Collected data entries
..........
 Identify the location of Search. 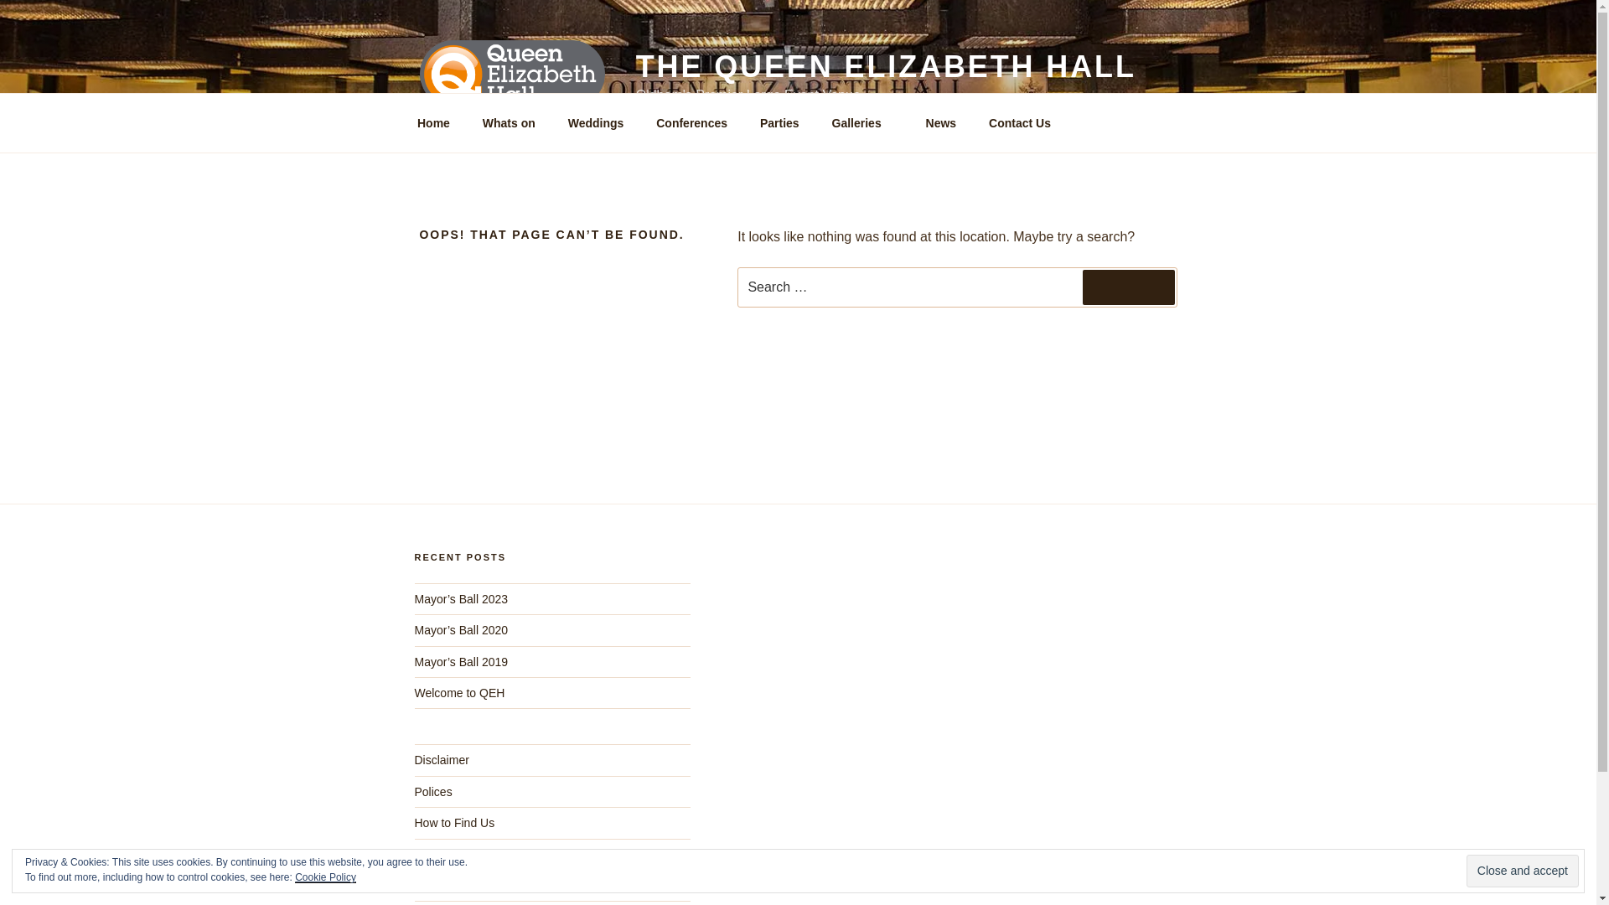
(1128, 287).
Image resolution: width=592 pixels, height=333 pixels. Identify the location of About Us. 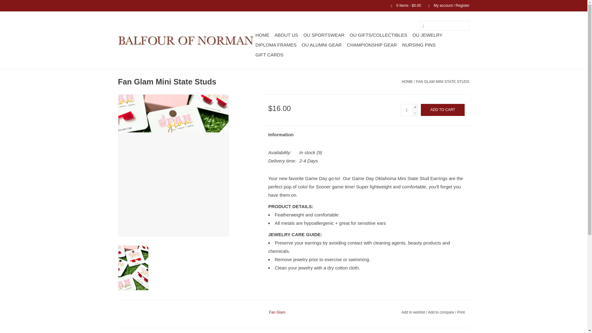
(286, 35).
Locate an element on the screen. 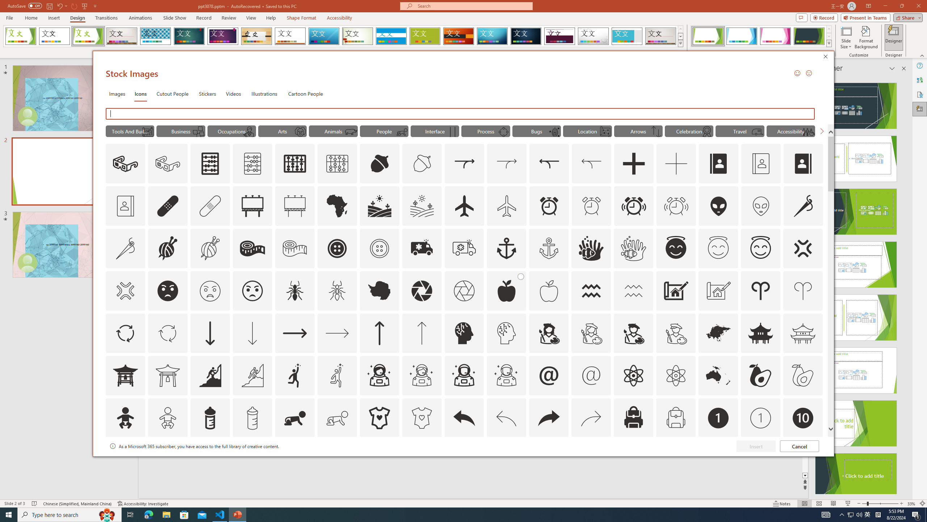 The height and width of the screenshot is (522, 927). AutomationID: Icons_Pause_M is located at coordinates (452, 131).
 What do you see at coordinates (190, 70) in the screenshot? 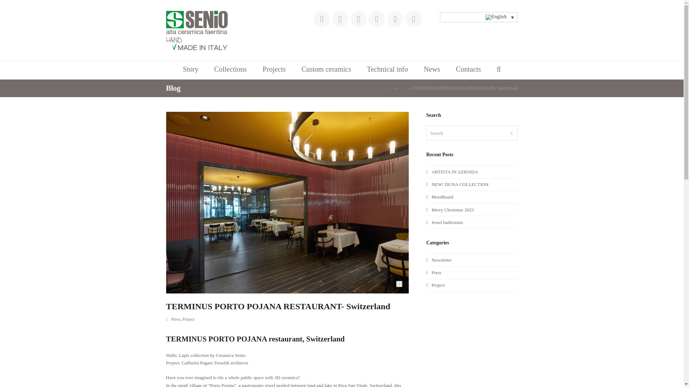
I see `Story` at bounding box center [190, 70].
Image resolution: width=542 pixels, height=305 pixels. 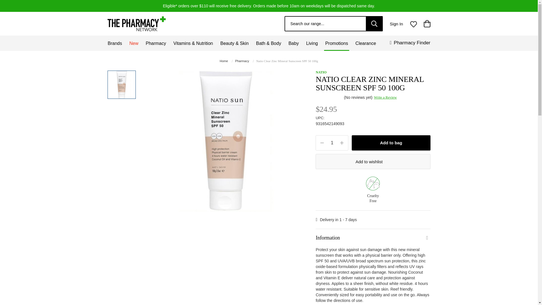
..........
**Problem description:**
All lines from the one containing "What do you" to the end of the entries should appear in the output exactly as written, with no pictures.

**Result of this task:**
 What do you see at coordinates (190, 70) in the screenshot? 
I see `Story` at bounding box center [190, 70].
Image resolution: width=542 pixels, height=305 pixels. 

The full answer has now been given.